CubaPLUS Magazine

With you bread and onion, forever

By: Irene Ferrer
Oct 04, 2021
With you bread and onion, forever

Such a simple phrase, such as &with you, bread and onion", from the popular heritage, contains messages of universal significance and has been a source of inspiration for creators from different times.

The expression of everyday language, of Castilian origin, reflects the will to love and live with the loved one "in hard times and in mature times", that is, beyond material possibilities, both in happiness and in misfortune.

In difficult historical circumstances, onions have been a symbol of poverty, when it was the only or fundamental element of a nutritional diet. Evidence of this are the verses of the "Lullaby of the onion", by Miguel Hernández (1910-1942), dedicated to his son: The onion is frosted / closed and poor. / Frost of your days / and of my nights. / Hunger and onion, / black ice and frost / large and round, wrote the great poet from Orihuela, imprisoned in the Alicante prison as a result of the Spanish Civil War, in times of the Second World War.

Among the works inspired by this saying and with this same title, a theater piece from 1833 by the Mexican Manuel Eduardo de Gorostiza (1789-1851), premiered in Madrid and Mexico City that same year.
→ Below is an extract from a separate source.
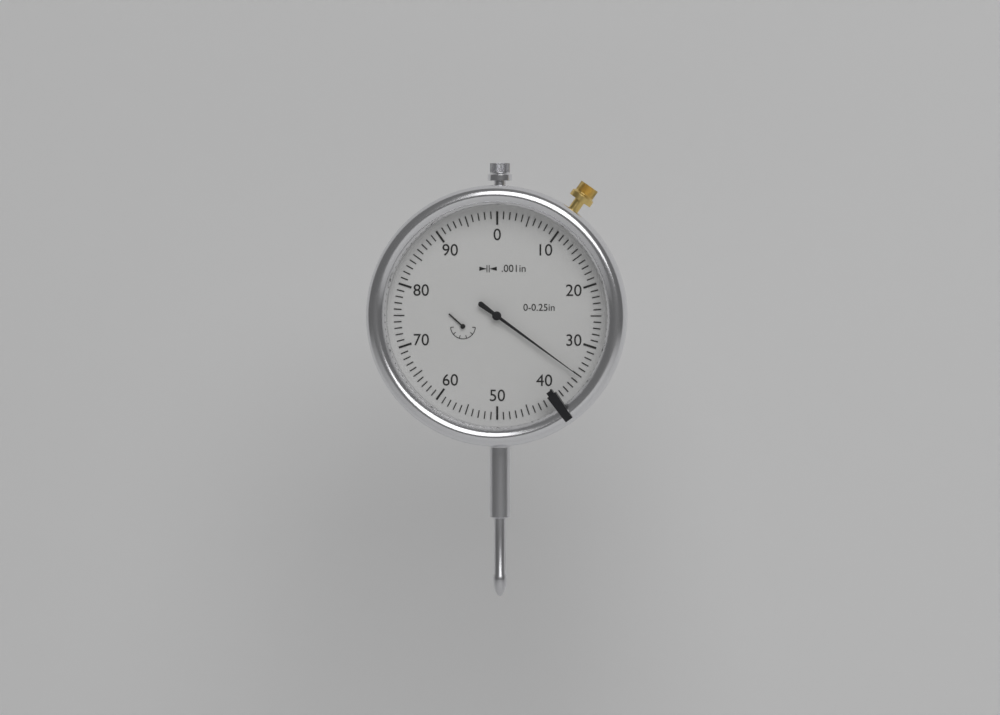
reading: 0.035 in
Also in a comedy tone, &With you bread and onion" names one of the anthological stagings of Cuban theater, authored by Héctor Quintero, a versatile artist with extensive work on stage, television and radio ... National Theater Award 2004.

The play, written in 1962 and released in 1964, deals with the purchase of a refrigerator by a lower-middle-class family at the end of the 1950s, and exposes family situations and conflicts, in the midst of which the protagonist defends her cape and sword loyalty and family survival. With good creole humor, proverbial in Cubans to face the most dissimilar difficulties, "With you bread and onion" reflects values ​​that are still valid today.